There are many small jobs there are to do on a vehicle, nothing separates cars and motorbikes like replacing the “tax disc”.

Actually, the circular piece of paper that demonstrates that you have paid your vehicle excise duty not the vehicle tax, although, confusingly, the portal for paying the duty is called the tax disc site.

Anyway, whether a car or bike, the process to buy the piece of paper is equivalent.

Physically replacing the taxdisc on a car is a three second job once you have the car key 😉

This is not the case on the bike: first I get the right hex key (2.5mm) then the right socket or spanner (4mm) and take the first three bolts out from the weather proof cover holding and displaying the tax disc on the bike.

Then the holder is manipulated so I can get a further 3 bolts out and loosen a further two.  Now, fish out the old bit of paper and replace with the new one.  Now every bolt needs to be replaced and tightened and all the others tightened.  If I am lucky, I haven’t moved or lost the bit of paper displaying the legal status of my bike.  It is a legal requirement to display the tax disc on the vehicle but on the bike this is an £80 bit of paper that can be lost or stolen.
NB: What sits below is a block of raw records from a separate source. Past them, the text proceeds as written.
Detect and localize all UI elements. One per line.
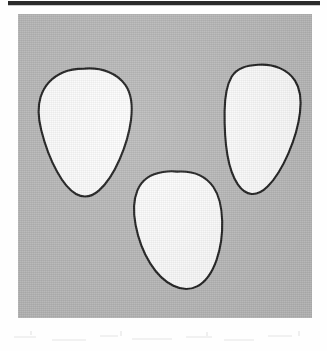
blob-right [225, 65, 301, 194]
figure-page [0, 0, 327, 351]
artifact-speck [30, 331, 32, 335]
artifact-speck [298, 331, 300, 336]
blob-left [39, 68, 132, 196]
artifact-mark [224, 339, 254, 341]
shapes-svg [18, 14, 312, 318]
artifact-speck [120, 331, 122, 336]
figure-caption [0, 344, 327, 351]
artifact-mark [100, 335, 118, 337]
blob-center [134, 171, 222, 289]
top-rule-shadow [8, 5, 320, 6]
artifact-mark [14, 336, 36, 338]
artifact-speck [206, 332, 208, 336]
artifact-mark [132, 338, 172, 340]
artifact-mark [186, 336, 212, 338]
artifact-mark [268, 335, 292, 337]
figure-panel [18, 14, 312, 318]
artifact-mark [52, 339, 86, 341]
shapes-layer [18, 14, 312, 318]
Unlike a car, checking the bit of paper on the bike is a bit hit or miss, depending on the weather.  So the police check everything via their radios.

Err…

Thanks to the increasing number of £0 rated vehicles and a final vote of confidence, the law has changed and from the 1st October 2014, this is no longer a legal requirement to display the payment on your bike, car or anything 🙂

In January, when we bought the Leaf, more money was spent on sending out our tax disc than was collected.  The abolishment of the need to display the tax disc is to save the government money.

For every biker in the country, it is going to save them valuable time.

Originally the tax disc came in to prove a vehicle was insured and had passed its MOT.

Surely, if the technology exists to automatically prove a vehicle can be taxed, further money can be saved by just performing the joint check on the fly rather than once a year with a monetary payment?